California shooters' ex-neighbour charged with supporting terrorists

WASHINGTON/LOS ANGELES: A former neighbour suspected of supplying guns to the married couple who massacred 14 people in San Bernardino, California, was charged on Thursday with conspiring to provide material support to terrorists, the US Justice Department said.

Enrique Marquez, 24, a friend of Syed Rizwan Farook, 28, who launched the Islamic State-inspired attack on Dec. 2 with his wife, Tashfeen Malik, 29, also told investigators he and Farook plotted earlier mass casualty attacks, prosecutors said.

US Attorney Eileen Decker said the two men conspired to commit "vicious" assaults on targets including a California community college and a state highway during rush hour.

"Even though these plans were not carried out, Mr. Marquez's criminal conduct deeply affected San Bernardino ... and the entire United States when the guns purchased by Marquez were used to kill 14 innocent people and wound many others," Decker said in a written statement.

Decker said there was no evidence that Marquez took part in Dec. 2 attack or had prior knowledge of it. He was arrested on Thursday, authorities said, and was expected to make an initial appearance in federal court later on Thursday.

According to an affidavit filed by prosecutors, the two men met in 2005 when Marquez became Farook's neighbour in Riverside, California.

Farook introduced Marquez to radical Islamist ideology, prosecutors said, and by 2011 Marquez was spending most of his time at Farook's home listening to lectures and watching videos with extremist content.

At that point, the pair began planning gun and bomb attacks, the affidavit said, and Marquez told investigators their targets included the library or cafeteria at Riverside Community College, where they had both been students.

He and Farook also planned to attack State Route 91 with pipe bombs during afternoon rush hour, and then to shoot at law enforcement and emergency crews as they arrived on the scene, according to the affidavit.

Prosecutors said the pair bought guns, ammunition and tactical gear, and Marquez told investigators he agreed to purchase the weapons because "his appearance was Caucasian, while Farook looked Middle-Eastern."

He bought a Smith and Wesson M&P-15 Sport rifle in November 2011 and a DPMS model A-15 rifle in February 2012, each costing about $750, according to the affidavit.

Marquez also purchased explosives, specifically smokeless powder, as part of the pair's plans "to create bombs and commit mass killings," the affidavit said.

KEY FIGURE IN INVESTIGATION

Marquez was also charged with defrauding US immigration authorities by entering into a sham marriage with a Russian woman in Farook's extended family so she could live in the United States, prosecutors said.

Marquez, who had checked himself into a Los Angeles-area psychiatric facility shortly after the shootings, had several connections to Farook and Malik and quickly became a key figure in the investigation of the shootings.
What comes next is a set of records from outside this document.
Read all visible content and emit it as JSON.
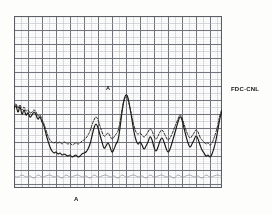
{
  "figure": {
    "kind": "strip-chart-recording",
    "background_color": "#fdfdfc",
    "paper_color": "#ffffff"
  },
  "labels": {
    "station_label": "FDC-CNL",
    "peak_marker": "A",
    "axis_marker": "A"
  },
  "grid": {
    "minor_color": "#b9bcc2",
    "major_color": "#6d7078",
    "minor_spacing_px": 7,
    "major_every": 2,
    "border_color": "#5c5f66",
    "left_px": 14,
    "top_px": 16,
    "width_px": 208,
    "height_px": 172
  },
  "chart_data": {
    "type": "line",
    "title": "",
    "subtitle": "",
    "xlabel": "",
    "ylabel": "",
    "xlim": [
      0,
      208
    ],
    "ylim": [
      0,
      172
    ],
    "grid": true,
    "legend": "none",
    "annotations": [
      {
        "text": "FDC-CNL",
        "x": 231,
        "y": 89,
        "placement": "right-of-plot"
      },
      {
        "text": "A",
        "x": 108,
        "y": 88,
        "placement": "above-main-peak"
      },
      {
        "text": "A",
        "x": 76,
        "y": 200,
        "placement": "below-time-axis"
      }
    ],
    "series": [
      {
        "name": "solid-trace",
        "style": "solid",
        "color": "#191713",
        "width": 1.15,
        "x": [
          0,
          2,
          4,
          6,
          8,
          10,
          12,
          14,
          16,
          18,
          20,
          22,
          24,
          26,
          28,
          30,
          32,
          34,
          36,
          38,
          40,
          42,
          44,
          46,
          48,
          50,
          52,
          54,
          56,
          58,
          60,
          62,
          64,
          66,
          68,
          70,
          72,
          74,
          76,
          78,
          80,
          82,
          84,
          86,
          88,
          90,
          92,
          94,
          96,
          98,
          100,
          102,
          104,
          106,
          108,
          110,
          112,
          114,
          116,
          118,
          120,
          122,
          124,
          126,
          128,
          130,
          132,
          134,
          136,
          138,
          140,
          142,
          144,
          146,
          148,
          150,
          152,
          154,
          156,
          158,
          160,
          162,
          164,
          166,
          168,
          170,
          172,
          174,
          176,
          178,
          180,
          182,
          184,
          186,
          188,
          190,
          192,
          194,
          196,
          198,
          200,
          202,
          204,
          206,
          208
        ],
        "y": [
          93,
          90,
          96,
          91,
          98,
          94,
          99,
          97,
          101,
          99,
          96,
          99,
          103,
          101,
          106,
          110,
          118,
          125,
          131,
          135,
          137,
          136,
          138,
          137,
          139,
          138,
          139,
          140,
          139,
          141,
          140,
          139,
          141,
          140,
          138,
          137,
          136,
          133,
          128,
          120,
          112,
          108,
          112,
          119,
          126,
          132,
          130,
          127,
          131,
          136,
          133,
          128,
          124,
          112,
          96,
          84,
          79,
          82,
          92,
          104,
          116,
          124,
          128,
          126,
          129,
          133,
          130,
          126,
          121,
          124,
          131,
          135,
          131,
          125,
          122,
          126,
          132,
          136,
          133,
          127,
          120,
          113,
          106,
          101,
          104,
          112,
          120,
          127,
          131,
          128,
          124,
          120,
          123,
          129,
          134,
          137,
          140,
          139,
          141,
          138,
          132,
          124,
          113,
          102,
          95
        ]
      },
      {
        "name": "dashed-trace",
        "style": "dashed",
        "color": "#2a2724",
        "width": 1.0,
        "dash": "2.4,1.5",
        "x": [
          0,
          2,
          4,
          6,
          8,
          10,
          12,
          14,
          16,
          18,
          20,
          22,
          24,
          26,
          28,
          30,
          32,
          34,
          36,
          38,
          40,
          42,
          44,
          46,
          48,
          50,
          52,
          54,
          56,
          58,
          60,
          62,
          64,
          66,
          68,
          70,
          72,
          74,
          76,
          78,
          80,
          82,
          84,
          86,
          88,
          90,
          92,
          94,
          96,
          98,
          100,
          102,
          104,
          106,
          108,
          110,
          112,
          114,
          116,
          118,
          120,
          122,
          124,
          126,
          128,
          130,
          132,
          134,
          136,
          138,
          140,
          142,
          144,
          146,
          148,
          150,
          152,
          154,
          156,
          158,
          160,
          162,
          164,
          166,
          168,
          170,
          172,
          174,
          176,
          178,
          180,
          182,
          184,
          186,
          188,
          190,
          192,
          194,
          196,
          198,
          200,
          202,
          204,
          206,
          208
        ],
        "y": [
          90,
          88,
          92,
          89,
          94,
          91,
          95,
          94,
          97,
          96,
          94,
          96,
          100,
          99,
          104,
          108,
          114,
          120,
          124,
          126,
          127,
          126,
          127,
          126,
          128,
          126,
          127,
          128,
          127,
          129,
          128,
          127,
          128,
          127,
          125,
          124,
          122,
          119,
          115,
          109,
          104,
          101,
          104,
          110,
          116,
          120,
          119,
          117,
          120,
          123,
          121,
          118,
          115,
          106,
          94,
          85,
          81,
          84,
          92,
          101,
          110,
          116,
          118,
          117,
          119,
          121,
          119,
          116,
          113,
          115,
          120,
          123,
          120,
          116,
          114,
          117,
          121,
          124,
          122,
          118,
          113,
          108,
          103,
          99,
          102,
          108,
          114,
          119,
          122,
          120,
          117,
          114,
          116,
          121,
          124,
          126,
          128,
          127,
          129,
          127,
          122,
          116,
          108,
          99,
          93
        ]
      },
      {
        "name": "baseline-trace",
        "style": "solid-faint",
        "color": "#8a8d93",
        "width": 0.7,
        "x": [
          0,
          4,
          8,
          12,
          16,
          20,
          24,
          28,
          32,
          36,
          40,
          44,
          48,
          52,
          56,
          60,
          64,
          68,
          72,
          76,
          80,
          84,
          88,
          92,
          96,
          100,
          104,
          108,
          112,
          116,
          120,
          124,
          128,
          132,
          136,
          140,
          144,
          148,
          152,
          156,
          160,
          164,
          168,
          172,
          176,
          180,
          184,
          188,
          192,
          196,
          200,
          204,
          208
        ],
        "y": [
          160,
          161,
          159,
          161,
          160,
          162,
          159,
          161,
          160,
          159,
          161,
          160,
          162,
          159,
          161,
          160,
          159,
          161,
          160,
          162,
          159,
          161,
          160,
          159,
          161,
          160,
          162,
          159,
          161,
          160,
          159,
          161,
          160,
          162,
          159,
          161,
          160,
          159,
          161,
          160,
          162,
          159,
          161,
          160,
          159,
          161,
          160,
          162,
          159,
          161,
          160,
          159,
          161
        ]
      }
    ]
  }
}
The Federal Bureau of Investigation, which is treating the attack as terrorism, raided his home and questioned him for several days. Sources said Marquez cooperated during their interviews.

Farook, the US-born son of Pakistani immigrants, and Pakistani-born Malik were killed in a shootout with police a few hours after their assault on the party on a holiday party of Farook's co-workers.

Marquez worked at Walmart and at a bar recently. In 2014, state records showed, he married a Russian woman who was the sister of Farook's older brother's wife. Neighbours said they were surprised to learn he had been married, having never seen him with a woman. Prosecutors said on Thursday that Marquez was paid $200 per month for his role in the fraud.

The FBI said Farook and Malik discussed martyrdom online before they even met and were supporters of Islamic State, the violent group that has taken over large parts of Syria and Iraq.

The couple's attack, which left 21 people wounded, has stirred concerns among Americans about national security and the reach of Islamic State, becoming an issue in the U.S. presidential campaign. The attack came a few weeks after gunmen and suicide bombers affiliated with Islamic State killed 130 people in a series of coordinated attacks in Paris.

Neighbours said Marquez and Farook often worked together on cars in Farook's garage in their younger years but that the friendship had cooled in the past three years.

Marquez converted to Islam about the time that Farook became more devoted to the faith around 2008. But Azmi Hasan, manager at the Islamic Society of Corona-Norco, said Marquez later told him that Islam was not for him.

In the middle-class Riverside, California, neighbourhood where Marquez lived, people expressed surprise at their neighbour's tie to the attack.

"It's just overwhelming," said Adolfo Agoncillo, 51, as he worked out on Thursday.

President Barack Obama is due to travel to San Bernardino on Friday to meet privately with families of the shooting victims.